The Daily Outrage

The CCR blog

#RamadanBehindBars

Dr. Maha Hilal is the Executive Director of the National Coalition to Protect Civil Freedoms, an organization dedicated to addressing civil and human rights abuses in the War on Terror by directly supporting prisoners and their families.

Since the onset of the War on Terror, Muslims have been targeted by counter-terrorism policies that presume that they are innocent until proven Muslim.  Ranging from indefinite detention to torture and murder, the Muslim body has become callously disregarded by the U.S.  Rather than rectifying any of the abuses that these individuals have faced, the United States has instead continued to respond with state violence that has lead to the creation of additional policies that are shrouded in secrecy so that Muslim lives are diminished and erased.

While Muslims are mistreated and criminalized by the policies of the War on Terror, they still turn to God every year and practice the holy month of Ramadan.  For Muslims, Ramadan offers the community a time a time of spiritual reflection, closeness to God, and food with family and friends.  Though the vast majority are able to enjoy this special month in freedom, other Muslims spend Ramadan in captivity.  From Guantánamo Bay to Bagram to Terre Haute, Indiana, Muslim men face the additional burden of being in prison while trying to practice Islam and one of the bedrock practices: Ramadan.  

Prison units vary and many, including Guantánamo Bay and the Communication Management Units (CMUs) within federal prisons, house a disproportionate number of Muslim men.   Guantánamo is filled entirely with Muslim men. And the Center for Constitutional Rights estimates that up two-thirds of the population being held in Communication Management Units are Muslim.  The CMUs were built quietly and secretly.  Languishing in these prisons means having no physical contact with family members, limited phone time, and little to no contact with other prisoners.

As sunset approaches each day, families and friends gather around the table to enjoy a meal together.  But for those with loved ones in prison, there is an empty chair that belongs to a prisoner held in captivity, who, rather than spending Ramadan with their family, spends the month—like all other months—alone, behind bars, in a cold empty cell.  Imagine a Ramadan where you have little to no access to culturally relevant food and items and are permitted little if any communication with the outside world.  This is not only devastating for the prisoners themselves, but also for the families who long to see their loved ones free. This is Ramadan in prison.

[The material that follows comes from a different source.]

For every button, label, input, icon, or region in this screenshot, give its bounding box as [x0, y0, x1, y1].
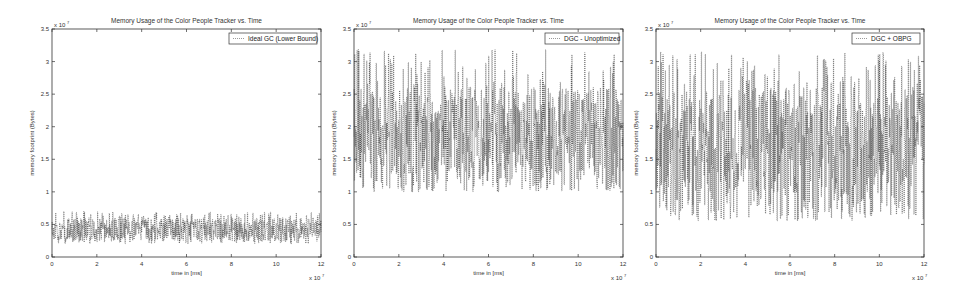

Though Ramadan is a time of remembrance, many of the Muslim prisoners are forgotten to anyone other than their families.  Treated only as numbered casualties of the War on Terror, few organizations attempt to even contact these prisoners.  Thus, not only are they forgotten by the outside world, they are even forgotten by those who might offer them help.  Even Muslim organizations that work on civil and human rights have failed to include these prisoners in their advocacy work.  None have tackled questions about abuse of prisoners and solitary confinement as torture.  Prisoners in the Communication Management Units are effectively erased by numerous organizations, and receive little help in getting accountability for abuses, much less advocating for certain conditions during Ramadan. 

In order to address the many forgotten prisoners post 9/11, the National Coalition to Protect Civil Freedoms (NCPCF) emerged out of the need to support prisoners, and the families of prisoners, held because of the War on Terror.  More specifically, the NCPCF exists to support prisoners who have become collateral damage of the national security state’s counter-terrorism policies that have criminalized many innocent Muslims.  To this end, the NCPCF provides $100 commissary funds to over 150 prisoners that enables them to buy culturally specific items to remind them of Ramadan at home.  The NCPCF also has a pen pal program to connect prisoners with the outside world, as a reminder that they are not forgotten. 

Yasmina Khadra once wrote, “they can take everything you own- your property, your best years, all your joys, all your good works, everything down to your last shirt- but you'll always have your dreams, so you can reinvent your stolen world.”  This is where the NCPCF comes in, to help prisoners reinvent their stolen worlds; to remind them of life on the outside; to remind them that they haven’t been forgotten; and most of all to remind them that we will continue to advocate for them until they are free.